Ryan Bridge: Labour’s back to its old tricks

Author
Ryan Bridge ,
Publish Date
Wed, 14 May 2025, 6:09am

Ahead of the Budget we got the same message we got from a barefoot, jandal wearing Chippy on day one of his post summer break.

More debt. Borrow more and spend more.   

Name an issue, pick a portfolio, any portfolio, where Labour has not criticised the government for cuts and promised to restore spending to pre-Willis levels. 

The latest example is pay parity, but that is just the latest in a long and growing list of items on the wishlist. 

In case they didn鈥檛 get the memo, Kiwis voted for cuts at the last election. If we鈥檙e doing our bit, the government ought to do its bit. That鈥檚 the politics of it.

The economics have been up for debate.

Net core crown debt has more than doubled on pre-Covid to $182 billion or 42.6% of GDP.

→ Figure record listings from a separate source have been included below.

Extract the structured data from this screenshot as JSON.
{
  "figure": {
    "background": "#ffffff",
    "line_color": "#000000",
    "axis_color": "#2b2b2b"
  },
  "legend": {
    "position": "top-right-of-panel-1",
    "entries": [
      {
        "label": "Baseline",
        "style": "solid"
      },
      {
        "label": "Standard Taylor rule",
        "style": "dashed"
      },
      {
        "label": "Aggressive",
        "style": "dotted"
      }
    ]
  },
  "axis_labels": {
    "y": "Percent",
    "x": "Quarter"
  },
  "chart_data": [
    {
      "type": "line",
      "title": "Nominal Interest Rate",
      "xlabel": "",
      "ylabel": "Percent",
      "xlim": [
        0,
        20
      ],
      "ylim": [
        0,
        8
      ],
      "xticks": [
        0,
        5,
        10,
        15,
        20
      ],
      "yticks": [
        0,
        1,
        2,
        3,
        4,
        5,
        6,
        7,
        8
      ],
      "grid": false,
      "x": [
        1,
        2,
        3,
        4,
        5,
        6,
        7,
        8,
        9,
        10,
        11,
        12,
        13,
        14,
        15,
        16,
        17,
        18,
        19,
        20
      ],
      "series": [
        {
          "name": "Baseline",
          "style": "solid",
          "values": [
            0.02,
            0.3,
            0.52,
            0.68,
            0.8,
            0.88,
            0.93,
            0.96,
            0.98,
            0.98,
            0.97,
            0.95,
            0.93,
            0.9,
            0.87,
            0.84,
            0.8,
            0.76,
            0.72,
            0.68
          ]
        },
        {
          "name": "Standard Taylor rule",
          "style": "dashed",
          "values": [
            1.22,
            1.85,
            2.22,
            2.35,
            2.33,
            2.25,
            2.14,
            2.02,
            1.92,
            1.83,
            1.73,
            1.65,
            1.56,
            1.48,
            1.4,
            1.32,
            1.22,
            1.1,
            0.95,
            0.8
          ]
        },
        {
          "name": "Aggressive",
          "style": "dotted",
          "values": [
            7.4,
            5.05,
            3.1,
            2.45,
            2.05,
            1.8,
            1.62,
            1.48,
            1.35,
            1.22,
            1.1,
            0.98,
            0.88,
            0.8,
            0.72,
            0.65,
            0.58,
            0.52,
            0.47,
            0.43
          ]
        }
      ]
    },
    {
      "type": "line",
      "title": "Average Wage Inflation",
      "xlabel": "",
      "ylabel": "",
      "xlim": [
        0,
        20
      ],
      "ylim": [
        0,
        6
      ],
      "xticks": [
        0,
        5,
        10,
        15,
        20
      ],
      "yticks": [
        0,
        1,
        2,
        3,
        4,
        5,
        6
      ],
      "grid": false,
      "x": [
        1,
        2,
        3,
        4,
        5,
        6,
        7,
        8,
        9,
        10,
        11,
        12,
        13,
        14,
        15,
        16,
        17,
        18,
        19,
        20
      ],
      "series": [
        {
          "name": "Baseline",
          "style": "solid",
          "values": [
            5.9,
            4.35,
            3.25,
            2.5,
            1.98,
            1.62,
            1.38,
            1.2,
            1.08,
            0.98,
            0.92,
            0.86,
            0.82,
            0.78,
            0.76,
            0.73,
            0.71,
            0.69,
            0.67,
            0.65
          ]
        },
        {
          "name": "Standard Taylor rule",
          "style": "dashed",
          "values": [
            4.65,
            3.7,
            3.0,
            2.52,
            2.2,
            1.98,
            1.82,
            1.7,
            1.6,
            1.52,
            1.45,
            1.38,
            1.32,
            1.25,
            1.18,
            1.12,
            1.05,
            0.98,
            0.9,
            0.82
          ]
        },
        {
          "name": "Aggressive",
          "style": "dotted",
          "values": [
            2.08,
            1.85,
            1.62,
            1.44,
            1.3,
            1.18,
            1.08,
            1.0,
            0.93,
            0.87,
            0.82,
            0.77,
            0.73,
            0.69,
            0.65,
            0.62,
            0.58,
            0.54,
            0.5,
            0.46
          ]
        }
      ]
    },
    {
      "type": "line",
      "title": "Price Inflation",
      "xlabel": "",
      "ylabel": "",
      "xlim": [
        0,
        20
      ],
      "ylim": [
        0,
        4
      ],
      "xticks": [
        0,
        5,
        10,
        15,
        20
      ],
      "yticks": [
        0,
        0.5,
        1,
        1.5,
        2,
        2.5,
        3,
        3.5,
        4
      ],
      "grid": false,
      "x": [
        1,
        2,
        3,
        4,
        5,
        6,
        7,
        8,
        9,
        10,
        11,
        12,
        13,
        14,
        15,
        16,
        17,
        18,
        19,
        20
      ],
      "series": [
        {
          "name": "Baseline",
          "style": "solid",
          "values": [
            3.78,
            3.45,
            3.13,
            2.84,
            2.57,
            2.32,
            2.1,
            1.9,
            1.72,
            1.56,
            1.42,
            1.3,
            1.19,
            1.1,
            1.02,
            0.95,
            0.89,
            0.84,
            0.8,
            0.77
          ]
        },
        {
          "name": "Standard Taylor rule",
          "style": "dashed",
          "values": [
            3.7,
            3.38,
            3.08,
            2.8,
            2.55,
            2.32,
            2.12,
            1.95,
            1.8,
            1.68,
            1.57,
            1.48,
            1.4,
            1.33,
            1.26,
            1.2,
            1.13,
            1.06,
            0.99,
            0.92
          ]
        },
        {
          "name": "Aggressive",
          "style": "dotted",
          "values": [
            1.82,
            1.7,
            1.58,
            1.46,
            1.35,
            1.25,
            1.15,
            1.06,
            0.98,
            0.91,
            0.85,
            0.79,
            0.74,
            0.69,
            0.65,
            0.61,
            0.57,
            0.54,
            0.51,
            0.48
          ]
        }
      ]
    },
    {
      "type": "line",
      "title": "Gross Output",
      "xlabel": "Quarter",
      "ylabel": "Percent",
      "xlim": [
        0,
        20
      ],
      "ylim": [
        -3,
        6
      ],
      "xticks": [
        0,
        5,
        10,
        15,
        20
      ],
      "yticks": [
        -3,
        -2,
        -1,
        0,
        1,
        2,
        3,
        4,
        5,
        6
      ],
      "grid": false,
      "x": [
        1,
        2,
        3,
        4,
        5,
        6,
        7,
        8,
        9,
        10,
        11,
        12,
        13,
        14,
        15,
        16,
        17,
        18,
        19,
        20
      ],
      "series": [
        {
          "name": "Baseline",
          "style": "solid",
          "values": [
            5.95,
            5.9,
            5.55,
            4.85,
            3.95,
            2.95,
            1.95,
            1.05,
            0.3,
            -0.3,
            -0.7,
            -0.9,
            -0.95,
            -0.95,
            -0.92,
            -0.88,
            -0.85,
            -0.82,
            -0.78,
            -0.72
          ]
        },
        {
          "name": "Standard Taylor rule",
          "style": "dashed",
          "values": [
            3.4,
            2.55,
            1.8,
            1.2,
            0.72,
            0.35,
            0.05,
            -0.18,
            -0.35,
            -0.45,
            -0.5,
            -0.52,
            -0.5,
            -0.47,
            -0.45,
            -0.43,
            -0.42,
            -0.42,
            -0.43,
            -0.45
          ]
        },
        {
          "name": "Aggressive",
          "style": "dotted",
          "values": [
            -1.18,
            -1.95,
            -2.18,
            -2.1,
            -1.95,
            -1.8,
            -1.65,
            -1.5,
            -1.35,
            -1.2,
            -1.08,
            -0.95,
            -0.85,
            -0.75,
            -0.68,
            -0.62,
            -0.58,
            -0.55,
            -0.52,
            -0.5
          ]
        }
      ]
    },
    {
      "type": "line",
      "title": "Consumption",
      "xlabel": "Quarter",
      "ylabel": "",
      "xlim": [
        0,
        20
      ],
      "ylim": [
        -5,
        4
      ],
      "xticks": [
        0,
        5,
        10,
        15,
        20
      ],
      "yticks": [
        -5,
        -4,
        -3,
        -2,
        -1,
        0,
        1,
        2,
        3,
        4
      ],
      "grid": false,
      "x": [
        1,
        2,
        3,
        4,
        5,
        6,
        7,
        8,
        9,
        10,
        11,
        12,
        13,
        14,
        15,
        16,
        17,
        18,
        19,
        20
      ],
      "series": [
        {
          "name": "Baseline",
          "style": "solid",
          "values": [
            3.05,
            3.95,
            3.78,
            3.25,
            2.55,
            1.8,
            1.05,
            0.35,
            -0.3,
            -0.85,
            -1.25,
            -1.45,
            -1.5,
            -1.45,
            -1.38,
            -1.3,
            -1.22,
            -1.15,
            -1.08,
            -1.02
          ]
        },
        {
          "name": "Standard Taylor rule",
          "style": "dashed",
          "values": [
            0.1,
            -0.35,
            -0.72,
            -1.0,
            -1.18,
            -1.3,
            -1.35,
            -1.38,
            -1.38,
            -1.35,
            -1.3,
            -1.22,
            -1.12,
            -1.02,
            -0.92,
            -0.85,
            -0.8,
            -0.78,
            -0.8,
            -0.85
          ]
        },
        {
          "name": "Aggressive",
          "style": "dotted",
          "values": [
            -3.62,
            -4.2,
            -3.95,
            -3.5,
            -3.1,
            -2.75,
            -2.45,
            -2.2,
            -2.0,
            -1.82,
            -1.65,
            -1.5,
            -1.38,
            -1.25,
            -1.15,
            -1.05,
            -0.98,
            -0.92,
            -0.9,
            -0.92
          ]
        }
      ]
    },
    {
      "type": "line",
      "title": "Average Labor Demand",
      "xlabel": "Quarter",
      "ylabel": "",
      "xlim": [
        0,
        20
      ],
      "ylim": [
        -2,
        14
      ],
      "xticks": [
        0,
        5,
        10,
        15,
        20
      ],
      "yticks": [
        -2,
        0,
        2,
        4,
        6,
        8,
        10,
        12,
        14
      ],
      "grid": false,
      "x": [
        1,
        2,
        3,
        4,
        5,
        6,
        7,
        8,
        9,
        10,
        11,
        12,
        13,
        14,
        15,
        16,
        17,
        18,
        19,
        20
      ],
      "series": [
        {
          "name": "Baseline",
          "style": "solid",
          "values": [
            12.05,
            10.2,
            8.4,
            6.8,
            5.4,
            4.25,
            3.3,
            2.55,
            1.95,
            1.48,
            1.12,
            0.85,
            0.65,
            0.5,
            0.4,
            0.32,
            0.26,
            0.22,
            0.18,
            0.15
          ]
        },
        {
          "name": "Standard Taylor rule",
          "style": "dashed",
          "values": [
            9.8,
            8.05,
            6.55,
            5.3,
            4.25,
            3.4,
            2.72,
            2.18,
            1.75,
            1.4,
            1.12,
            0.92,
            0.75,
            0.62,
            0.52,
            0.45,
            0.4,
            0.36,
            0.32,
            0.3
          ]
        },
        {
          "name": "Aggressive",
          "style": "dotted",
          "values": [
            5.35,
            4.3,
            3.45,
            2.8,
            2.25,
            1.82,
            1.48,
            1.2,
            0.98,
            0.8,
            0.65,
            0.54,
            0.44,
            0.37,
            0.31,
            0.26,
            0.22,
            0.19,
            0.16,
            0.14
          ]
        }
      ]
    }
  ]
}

Like our tourist arrivals, debt has unfortunately not returned to normal pre-Covid levels. 

Some of this is inflation but much of it is not. There鈥檚 spending that went too far and got baked in.

A couple of things to note.

Yes, government debt is low compared to other OECD countries.

But, the credit ratings agencies are telling us we must get back to surplus and start paying it down. If you risk a credit downgrade, then borrowing costs you more.

We鈥檙e already spending more financing debt than we do on defence, Police, Corrections, Justice, and Customs combined. 

And remember, we鈥檙e the shakey isles with huge exposure to trade. We need headroom to borrow big if shit hits the fan. 

Ask any economist or the person who runs your household and they鈥檒l tell you borrowing for everyday spending is a bad idea. We鈥檝e been doing that year, after year, after year, and Willis is actually still doing more of it. 

If that鈥檚 enough to convince you on debt, here鈥檚 the kicker. The real doozy. 

Private debt.

We have student loans and business debt and houses. We love houses. Loads of mortgages, and the problem is how much we owe and who we owe it to. 

Household debt is 120% of GDP and higher than America, Spain, Germany, Ireland a bunch of other countries.

What鈥檚 worse, much of it is owed to foreign banks. We don鈥檛 have enough savings to lend to ourselves. 

This makes us more vulnerable as a country, keeps Reserve Bankers awake at night, explains why Nicola Willis鈥檚 nickers are always in a twist when it comes to getting the government鈥檚 debt levels down. 

Willis could, and many argue, should go harder and faster as she鈥檚 still spending more than Grant Robertson. 

But one thing you can be sure of, because it has come from Hipkins mouth repeatedly this week, is that spending and therefore borrowing would be higher right now had they be given a third term.